Ooh, great question. Usually fractions (~1/20th?) of a turn for alignment, it’s hard to go below that since the mounts are so small and the springs don’t have the tension to keep it super stable. (This is plenty for such a “coarse” set up like a Michaelson but might not be up to par for more delicate ones. This can be improved very easily but it was enough for this experiment!) If you want to observe something on the outputs, you have to do something like exhale on one of the arms or put a soldering iron near one of them—merely touching one of the screws gives you indiscernible output, even if the mirrors are aligned.

Very interesting re: JWT, I will definitely take a peek, thanks !


I suspect they'd be fairly cheap to get made at somewhere like JLCCNC. Or maybe get them to 3D print them in metal for you?

I wonder if they have enough different metal choices that you could build a thermal expansion compensated version? https://patents.google.com/patent/US8292537B2/en


i’d probably just get it milled only if you had the CNC handy, the complexity isn’t enough to justify 3d printing it in metal (probably a decent bit more expensive too!)

but at “get it done in JLCCNC” prices I think a thorlabs mount is probably in your future :)

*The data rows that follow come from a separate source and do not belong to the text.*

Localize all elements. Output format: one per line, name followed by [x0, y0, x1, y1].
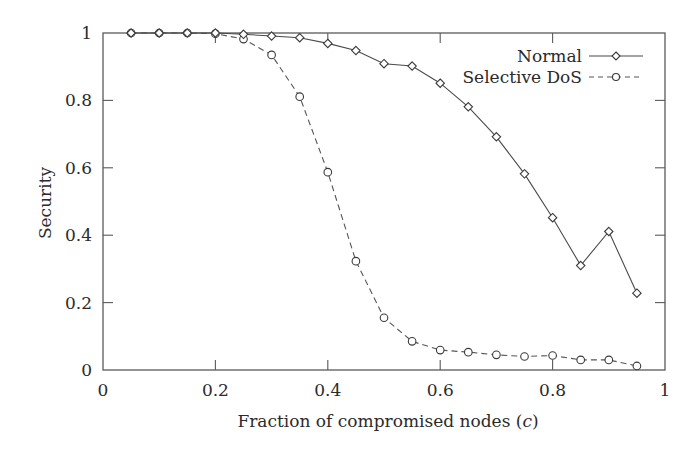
- legend-entry-selective-dos: Selective DoS: [462, 67, 643, 87]
- circle-marker-icon: [465, 348, 473, 356]
- circle-marker-icon: [549, 352, 557, 360]
- diamond-marker-icon: [324, 39, 332, 47]
- x-tick-label: 0.4: [314, 380, 341, 400]
- diamond-marker-icon: [296, 34, 304, 42]
- y-axis-label: Security: [35, 167, 55, 240]
- diamond-marker-icon: [408, 62, 416, 70]
- x-axis-label-close: ): [532, 411, 539, 431]
- x-tick-label: 1: [660, 380, 671, 400]
- circle-marker-icon: [605, 356, 613, 364]
- legend-diamond-icon: [612, 52, 620, 60]
- x-axis-label-main: Fraction of compromised nodes (: [237, 411, 522, 431]
- circle-marker-icon: [408, 338, 416, 346]
- legend-label-normal: Normal: [517, 46, 582, 66]
- x-tick-label: 0: [98, 380, 109, 400]
- circle-marker-icon: [436, 346, 444, 354]
- x-tick-label: 0.2: [202, 380, 229, 400]
- circle-marker-icon: [352, 257, 360, 265]
- legend-circle-icon: [613, 74, 620, 81]
- x-tick-label: 0.8: [539, 380, 566, 400]
- circle-marker-icon: [324, 168, 332, 176]
- circle-marker-icon: [521, 353, 529, 361]
- diamond-marker-icon: [352, 46, 360, 54]
- y-tick-label: 0: [81, 360, 92, 380]
- y-tick-label: 1: [81, 23, 92, 43]
- circle-marker-icon: [380, 314, 388, 322]
- x-axis-label: Fraction of compromised nodes (c): [237, 411, 538, 431]
- circle-marker-icon: [296, 93, 304, 101]
- circle-marker-icon: [633, 362, 641, 370]
- circle-marker-icon: [493, 351, 501, 359]
- circle-marker-icon: [577, 356, 585, 364]
- x-tick-label: 0.6: [427, 380, 454, 400]
- y-tick-label: 0.8: [65, 90, 92, 110]
- legend-entry-normal: Normal: [517, 46, 643, 66]
- circle-marker-icon: [268, 51, 276, 59]
- diamond-marker-icon: [548, 213, 556, 221]
- security-line-chart: 00.20.40.60.8100.20.40.60.81 Security Fr…: [0, 0, 699, 459]
- diamond-marker-icon: [633, 289, 641, 297]
- legend-label-selective-dos: Selective DoS: [462, 67, 582, 87]
- x-axis-label-var: c: [522, 411, 532, 431]
- diamond-marker-icon: [380, 59, 388, 67]
- y-tick-label: 0.4: [65, 225, 92, 245]
- y-tick-label: 0.6: [65, 158, 92, 178]
- legend: Normal Selective DoS: [462, 46, 643, 87]
- y-tick-label: 0.2: [65, 293, 92, 313]
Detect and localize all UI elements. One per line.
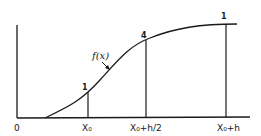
x-label-x0-h: X₀+h — [217, 123, 240, 133]
x-axis — [17, 117, 250, 118]
origin-label: 0 — [14, 123, 20, 133]
weight-x0: 1 — [82, 83, 88, 92]
simpson-rule-diagram: f(x) 0 X₀ X₀+h/2 X₀+h 1 4 1 — [0, 0, 261, 136]
weight-x0-h: 1 — [221, 12, 227, 21]
x-label-x0: X₀ — [82, 123, 92, 133]
curve-label: f(x) — [91, 50, 109, 61]
weight-x0-half-h: 4 — [141, 31, 147, 40]
x-label-x0-half-h: X₀+h/2 — [130, 123, 162, 133]
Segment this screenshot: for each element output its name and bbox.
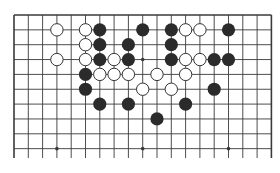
black-stone xyxy=(93,98,106,111)
black-stone xyxy=(93,53,106,66)
star-point xyxy=(227,147,231,151)
black-stone xyxy=(165,53,178,66)
white-stone xyxy=(79,39,91,51)
white-stone xyxy=(179,53,191,65)
white-stone xyxy=(194,53,206,65)
black-stone xyxy=(222,23,235,36)
white-stone xyxy=(79,53,91,65)
black-stone xyxy=(150,112,163,125)
black-stone xyxy=(79,83,92,96)
star-point xyxy=(141,58,145,62)
white-stone xyxy=(137,83,149,95)
star-point xyxy=(55,147,59,151)
white-stone xyxy=(122,68,134,80)
black-stone xyxy=(122,53,135,66)
white-stone xyxy=(151,68,163,80)
white-stone xyxy=(51,53,63,65)
black-stone xyxy=(165,38,178,51)
white-stone xyxy=(51,24,63,36)
black-stone xyxy=(208,83,221,96)
white-stone xyxy=(108,53,120,65)
black-stone xyxy=(222,53,235,66)
white-stone xyxy=(179,68,191,80)
white-stone xyxy=(179,24,191,36)
white-stone xyxy=(79,24,91,36)
white-stone xyxy=(165,83,177,95)
black-stone xyxy=(122,38,135,51)
star-point xyxy=(141,147,145,151)
black-stone xyxy=(122,98,135,111)
white-stone xyxy=(194,24,206,36)
white-stone xyxy=(94,68,106,80)
black-stone xyxy=(93,38,106,51)
black-stone xyxy=(136,23,149,36)
white-stone xyxy=(108,68,120,80)
black-stone xyxy=(179,98,192,111)
go-board xyxy=(0,0,280,173)
black-stone xyxy=(208,53,221,66)
black-stone xyxy=(165,23,178,36)
black-stone xyxy=(93,23,106,36)
black-stone xyxy=(79,68,92,81)
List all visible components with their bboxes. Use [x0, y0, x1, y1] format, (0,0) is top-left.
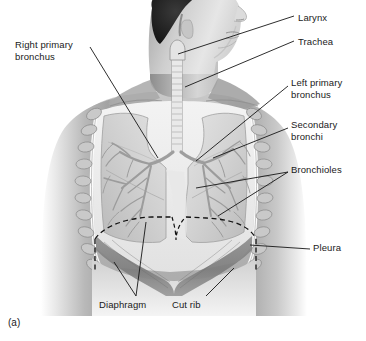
label-right-primary-bronchus: Right primary bronchus — [15, 39, 73, 62]
label-diaphragm: Diaphragm — [99, 299, 146, 311]
label-trachea: Trachea — [298, 36, 333, 48]
label-left-primary-bronchus: Left primary bronchus — [291, 77, 342, 100]
label-larynx: Larynx — [298, 12, 327, 24]
label-cut-rib: Cut rib — [172, 299, 201, 311]
respiratory-system-figure: Larynx Trachea Left primary bronchus Sec… — [0, 0, 366, 341]
label-bronchioles: Bronchioles — [291, 164, 342, 176]
figure-caption: (a) — [8, 317, 20, 328]
larynx — [170, 40, 185, 60]
label-pleura: Pleura — [313, 242, 341, 254]
label-secondary-bronchi: Secondary bronchi — [291, 119, 337, 142]
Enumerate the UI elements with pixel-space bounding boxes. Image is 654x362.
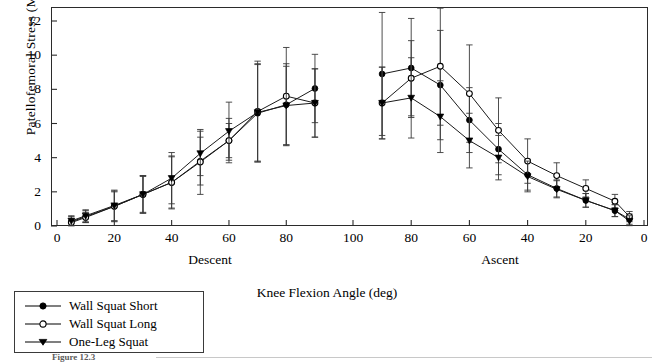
y-tick-2: 2 <box>7 185 41 199</box>
phase-label-descent: Descent <box>150 252 270 268</box>
x-axis-label: Knee Flexion Angle (deg) <box>227 285 427 301</box>
x-tick-descent-80: 80 <box>266 231 306 245</box>
x-tick-ascent-80: 80 <box>391 231 431 245</box>
plot-frame <box>51 7 648 226</box>
x-tick-ascent-0: 0 <box>624 231 654 245</box>
y-tick-12: 12 <box>7 14 41 28</box>
y-tick-4: 4 <box>7 151 41 165</box>
x-tick-ascent-40: 40 <box>508 231 548 245</box>
legend-symbol-open-circle <box>22 316 64 332</box>
x-tick-descent-60: 60 <box>209 231 249 245</box>
legend-label: One-Leg Squat <box>64 334 148 350</box>
legend-label: Wall Squat Long <box>64 316 157 332</box>
x-tick-descent-0: 0 <box>37 231 77 245</box>
x-tick-ascent-20: 20 <box>566 231 606 245</box>
legend-item: Wall Squat Short <box>22 297 196 315</box>
x-tick-descent-40: 40 <box>152 231 192 245</box>
phase-label-ascent: Ascent <box>440 252 560 268</box>
y-tick-10: 10 <box>7 48 41 62</box>
x-tick-ascent-100: 100 <box>333 231 373 245</box>
legend-symbol-filled-triangle <box>22 334 64 350</box>
caption-rule <box>156 357 652 358</box>
x-tick-descent-20: 20 <box>94 231 134 245</box>
y-tick-6: 6 <box>7 117 41 131</box>
legend-item: Wall Squat Long <box>22 315 196 333</box>
legend-symbol-filled-circle <box>22 298 64 314</box>
legend-box: Wall Squat Short Wall Squat Long One-Leg… <box>14 291 204 353</box>
y-tick-8: 8 <box>7 82 41 96</box>
x-tick-ascent-60: 60 <box>449 231 489 245</box>
legend-item: One-Leg Squat <box>22 333 196 351</box>
y-tick-0: 0 <box>7 219 41 233</box>
figure-caption: Figure 12.3 <box>52 352 95 362</box>
legend-label: Wall Squat Short <box>64 298 158 314</box>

I'd be surprised? If you have spare time, I'd be fascinated to see what their website magic quote tool tells you if you just upload your 3d files. Based on other projects I've seen using them I'd guess under $100...

sure ! I’ll give it a try a little later once I’m at a computer !

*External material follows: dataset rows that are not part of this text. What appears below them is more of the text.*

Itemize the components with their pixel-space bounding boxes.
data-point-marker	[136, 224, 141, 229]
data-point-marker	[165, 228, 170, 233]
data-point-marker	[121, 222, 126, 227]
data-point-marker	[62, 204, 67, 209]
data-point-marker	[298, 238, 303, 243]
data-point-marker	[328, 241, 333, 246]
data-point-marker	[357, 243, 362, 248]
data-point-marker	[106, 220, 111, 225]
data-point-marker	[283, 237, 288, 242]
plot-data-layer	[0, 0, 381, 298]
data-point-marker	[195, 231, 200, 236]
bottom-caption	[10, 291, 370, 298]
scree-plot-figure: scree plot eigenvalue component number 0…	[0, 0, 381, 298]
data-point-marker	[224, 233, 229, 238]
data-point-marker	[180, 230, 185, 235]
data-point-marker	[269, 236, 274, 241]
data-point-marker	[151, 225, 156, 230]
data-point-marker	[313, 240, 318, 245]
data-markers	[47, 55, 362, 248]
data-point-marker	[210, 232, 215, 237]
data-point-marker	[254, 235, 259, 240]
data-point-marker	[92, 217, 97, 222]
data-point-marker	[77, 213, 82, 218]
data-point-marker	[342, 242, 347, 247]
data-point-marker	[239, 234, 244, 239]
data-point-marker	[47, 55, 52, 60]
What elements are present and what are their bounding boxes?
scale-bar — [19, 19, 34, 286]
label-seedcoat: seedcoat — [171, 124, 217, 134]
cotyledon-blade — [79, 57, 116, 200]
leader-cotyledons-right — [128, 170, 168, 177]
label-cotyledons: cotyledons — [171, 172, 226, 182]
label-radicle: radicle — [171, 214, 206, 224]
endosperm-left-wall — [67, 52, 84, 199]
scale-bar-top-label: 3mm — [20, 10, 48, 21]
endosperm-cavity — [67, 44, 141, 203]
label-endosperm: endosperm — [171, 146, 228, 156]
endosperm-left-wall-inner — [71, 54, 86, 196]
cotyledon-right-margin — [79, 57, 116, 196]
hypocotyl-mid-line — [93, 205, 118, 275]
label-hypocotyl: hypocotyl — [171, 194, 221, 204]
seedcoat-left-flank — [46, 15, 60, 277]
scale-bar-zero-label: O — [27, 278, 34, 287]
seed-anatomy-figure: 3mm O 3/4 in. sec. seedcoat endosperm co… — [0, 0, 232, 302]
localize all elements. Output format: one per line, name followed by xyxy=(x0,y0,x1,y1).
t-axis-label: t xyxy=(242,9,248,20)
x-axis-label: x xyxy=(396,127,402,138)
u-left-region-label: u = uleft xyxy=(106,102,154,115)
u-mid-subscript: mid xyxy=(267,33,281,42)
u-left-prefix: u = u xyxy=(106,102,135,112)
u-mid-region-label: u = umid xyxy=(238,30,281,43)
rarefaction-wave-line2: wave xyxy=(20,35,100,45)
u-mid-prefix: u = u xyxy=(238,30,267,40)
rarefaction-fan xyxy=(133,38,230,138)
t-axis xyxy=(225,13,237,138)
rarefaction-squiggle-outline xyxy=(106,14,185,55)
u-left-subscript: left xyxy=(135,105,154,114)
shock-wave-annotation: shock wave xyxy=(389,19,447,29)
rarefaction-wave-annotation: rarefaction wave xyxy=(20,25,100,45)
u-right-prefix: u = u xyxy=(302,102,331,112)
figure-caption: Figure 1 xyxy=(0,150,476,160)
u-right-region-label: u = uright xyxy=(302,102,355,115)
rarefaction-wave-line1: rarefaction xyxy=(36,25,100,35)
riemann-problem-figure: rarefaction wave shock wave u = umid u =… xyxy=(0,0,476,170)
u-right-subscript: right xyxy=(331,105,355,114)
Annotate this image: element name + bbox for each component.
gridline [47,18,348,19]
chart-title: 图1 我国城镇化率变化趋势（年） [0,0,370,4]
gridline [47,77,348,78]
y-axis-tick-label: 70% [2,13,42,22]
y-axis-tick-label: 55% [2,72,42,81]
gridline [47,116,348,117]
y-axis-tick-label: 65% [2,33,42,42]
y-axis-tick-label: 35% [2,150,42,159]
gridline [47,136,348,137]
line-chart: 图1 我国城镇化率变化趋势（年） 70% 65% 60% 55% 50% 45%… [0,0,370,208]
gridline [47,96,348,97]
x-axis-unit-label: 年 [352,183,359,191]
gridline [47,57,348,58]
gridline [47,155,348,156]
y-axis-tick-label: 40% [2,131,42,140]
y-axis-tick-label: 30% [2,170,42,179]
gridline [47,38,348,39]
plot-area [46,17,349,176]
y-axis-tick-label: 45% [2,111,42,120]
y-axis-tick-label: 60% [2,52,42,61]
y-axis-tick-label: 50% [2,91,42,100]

(you can too, if you’d like, the CAD files are all online as .step files :)


I have proposed elsewhere that for companies like Flock doing surveillance of the public, it should be legally required for every company executive and board member to have their cameras, ALPR systems, audio surveillance, drone systems, etc - installed outside their homes and along their routes to work and along their routes to their children's schools and their spouses workplaces - and all of that data be publicly accessible. And I'd suggest the same goes for senior management at decision makers at every town and police department and private company that signs a contract with them.

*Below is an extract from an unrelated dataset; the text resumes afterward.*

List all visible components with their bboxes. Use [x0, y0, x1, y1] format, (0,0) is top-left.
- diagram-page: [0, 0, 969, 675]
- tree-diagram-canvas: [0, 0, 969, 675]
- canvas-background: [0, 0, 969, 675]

"For their own safety", as they'd have us believe.

Quis custodiet ipsos custodes?


Wouldn’t matter. The execs of these companies are unlikely to be subject to excessive policing. Systemic bias being what it is.

Interestingly, sail cloth (for sail boat sails) is measured in ounces per square yard, and is just referred to by the weight with the square yard assumed - like "8oz Nylon mainsail" or "4oz ripstop spinnaker". (Or at least it used to be, my expertise here is more than 30 years out of date now.)

I, for one, look forward to the new 5oz "Donald Trump Freedom Nickel". Probably resulting from a deal he did with the Big Trousers lobby groups to wear out coin pockets faster.

(I would have made a gag about a 7g replacement nickel, but you people have already used up the team "quarter" for different denomination. Although the idea of a new 40 cent coin called an "eight ball" amuses me...)


Cheese _is_ delicious.

(But I doubt the cheese I find so delicious is that same as the cheese that's so prevalent in American diets...)


> You just hire more staff.

Every Googler on the planet just laughed and downed another Tequila shot.


I wonder if this needs frontier models?

Or, if it does _now_, how long it'll be before it' will work well using downloadable models that'll run on, say, a new car's worth of Mac Studios with a bunch of RAM in them to allow a small fleet of 70B and 120B models (or larger) to run locally? Perhaps even specialised models for each of the roles this uses?


Last I heard, the QCbros were still trying to find the prime factors of 15.

(I remember using quantum algorithms to find prime factors 25 years or more ago, using the Quantum::Suppositions Perl module.)


I do that on my phone. It's almost as easy to tap an ocr-ed url in my photos app as it is to click a link on a web page.

(On my laptop, I'm just as likely to spend half a day writing a scraper or reverse engineering the javascript and apis to collect a dozen or two urls that I should have just jotted down in my notebook...)


This is probably the best innovation in the last decade as far as I’m concerned.

It has conquered the 20 digit WiFi password in 6 font.